EVANSTON, Ill. --- Matthieu Aikins has been named the winner of the 2014 Medill Medal for Courage in Journalism for a story exposing alleged war crimes by U.S. Army Special Forces in Afghanistan. The medal is awarded yearly by Northwestern University’s Medill School of Journalism, Media, Integrated Marketing Communications.
The Medill medal recognizes an individual or team of journalists working for a U.S.-based media outlet and best displaying moral, ethical or physical courage in pursuit of a story or series of stories. A team of judges on behalf of Medill selected Aikins for “The A-Team Killings,” published late last year in Rolling Stone.
In that article, Aikins makes the case that a 12-man U.S. Army Special Forces A-Team and an Afghan translator committed war crimes in Wardak Province that included extra-judicial killings, torture and kidnapping.

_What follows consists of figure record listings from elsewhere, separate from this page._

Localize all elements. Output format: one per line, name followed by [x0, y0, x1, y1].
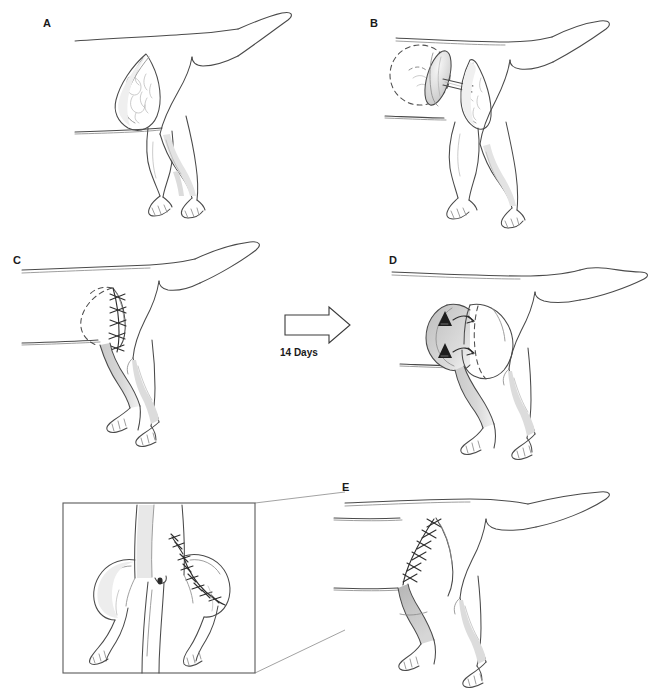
panel-d-artwork: [392, 268, 647, 460]
dashed-flap-margin: [81, 288, 112, 345]
inset-suture-line-flank: [169, 534, 184, 554]
suture-line: [108, 288, 126, 352]
panel-label-b: B: [370, 18, 378, 29]
transition-caption: 14 Days: [280, 348, 318, 358]
inset-suture-line-limb: [178, 554, 225, 605]
panel-label-c: C: [13, 255, 21, 266]
panel-b-artwork: [385, 21, 609, 228]
tail-base-marker: [157, 578, 162, 585]
figure-artwork: [0, 0, 668, 688]
surgical-figure: A B C D E 14 Days: [0, 0, 668, 688]
panel-label-a: A: [43, 18, 51, 29]
transition-arrow: [285, 307, 350, 343]
grafted-patch: [398, 584, 434, 644]
callout-line-top: [255, 492, 345, 503]
panel-label-e: E: [342, 482, 350, 493]
panel-c-artwork: [22, 242, 259, 447]
panel-e-artwork: [334, 492, 609, 688]
elevated-flap: [420, 48, 457, 108]
caudal-view-inset: [63, 492, 345, 673]
panel-a-artwork: [75, 12, 291, 218]
callout-line-bottom: [255, 630, 345, 673]
healed-suture-line: [403, 519, 441, 585]
dashed-inset-line: [474, 306, 486, 379]
inset-frame: [63, 503, 255, 673]
panel-label-d: D: [389, 255, 397, 266]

Not long after Afghan President Hamid Karzai forced the A-Team to leave the area, human remains -- remains that locals said belonged to men taken by the Americans – were discovered.
Working independently on behalf of Rolling Stone, Aikins spent five months on the ground in the volatile Wardak area interviewing eyewitnesses, victims, family members, local officials and an imprisoned translator who accused his American employers of the killings.
Impressed by Aikins’ exceptional courage and integrity in reporting, Medill Professor Donna Leff and Medill Board of Advisers members Richard Stolley and Ellen Soeteber unanimously voted Aikins the Medill medal winner.
The judges also commended finalists Rukmini Callimachi, for her Associated Press reporting on al-Qaida’s papers in Mali, and Alfred Corchado, for his reporting for the Dallas Morning News on Mexico’s violent drug cartels.
Aikins’ investigation spurred calls for a thorough investigation into the allegations by the Human Rights Watch and Amnesty International.